4. Apache Tomcat (10.1 / 11)
Apache Tomcat is a lightweight, open-source Java web application container rather than a full application server. Tomcat 11 supports Jakarta EE 11 platform specifications, and Tomcat 10.1 supports Jakarta EE 10 specifications. It lacks the enterprise features of WebSphere (clustering, advanced security domains, messaging) but is widely used for simpler Java web application deployments.
Best for: Developers and admins running lightweight web applications who do not need the full enterprise feature set of WebSphere or JBoss.
5. Oracle WebLogic Server
WebLogic is Oracle’s enterprise Java application server and a natural choice for organisations already running Oracle Database, Oracle Fusion Middleware, or Oracle enterprise applications. It supports Jakarta EE and offers its own certifications through Oracle University.
Best for: Organisations with heavy Oracle infrastructure investment looking for a supported enterprise application server.
6. Spring Boot
Spring Boot is not a traditional application server — it embeds a servlet container (Tomcat, Jetty, or Undertow) directly in the application. It is the dominant framework for building modern Java microservices and cloud-native applications.

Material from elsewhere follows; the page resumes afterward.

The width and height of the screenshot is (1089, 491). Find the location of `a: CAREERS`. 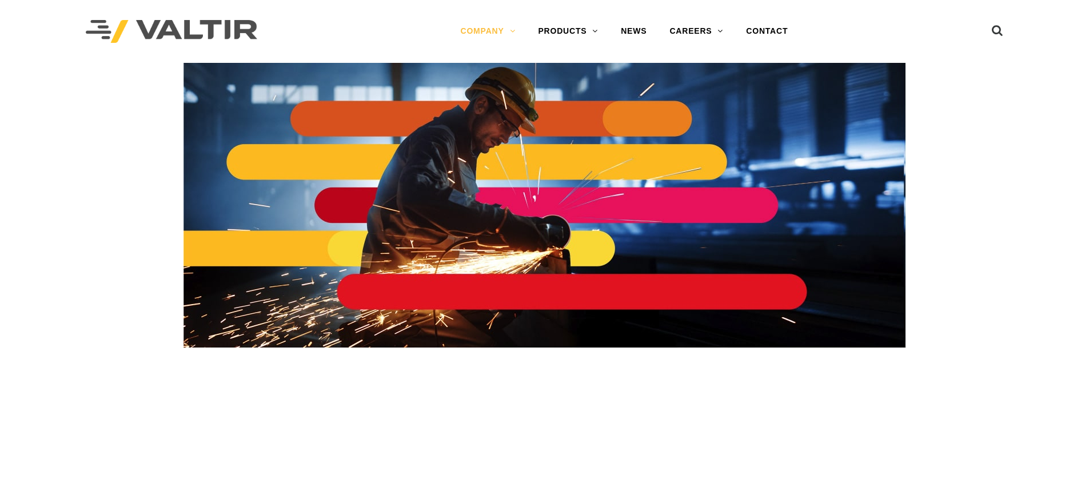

For developers rather than infrastructure administrators, Spring Boot represents the most significant architectural shift away from traditional WAS deployments.
Best for: Java developers building new microservices who want to move away from the traditional full-server deployment model entirely.
Pass C1000-174 First Time — Skip the Dumps
Dump files won’t pass C1000-174 — IBM’s scenario-based questions test real admin skills, not memorisation. Our CertMagic C1000-174 practice tests mirror the actual exam format with scenario-based questions and detailed explanations, so you walk in prepared — not just memorised.
Conclusion
With the IBM V8.5.5 exam retired and C9510-401 no longer available, this marks the end of a certification path that tested deep WebSphere
administrative knowledge. For professionals whose skills are in the IBM ecosystem, the clearest next step is the C1000-174 V9.0.5 exam, which directly updates those skills to a supported platform. For organisations actively modernising Java infrastructure, IBM WebSphere Liberty, Red Hat JBoss EAP, and Spring Boot each offer compelling migration paths depending on whether the goal is staying within IBM, moving to open enterprise Jakarta EE, or adopting a fully cloud-native microservices architecture.
If you are preparing for C1000-174, use scenario-based practice tests that reflect the real exam format — not dump files. The exam tests applied administration skills, and preparation resources that replicate real-world scenarios give you the best chance of passing on the first attempt.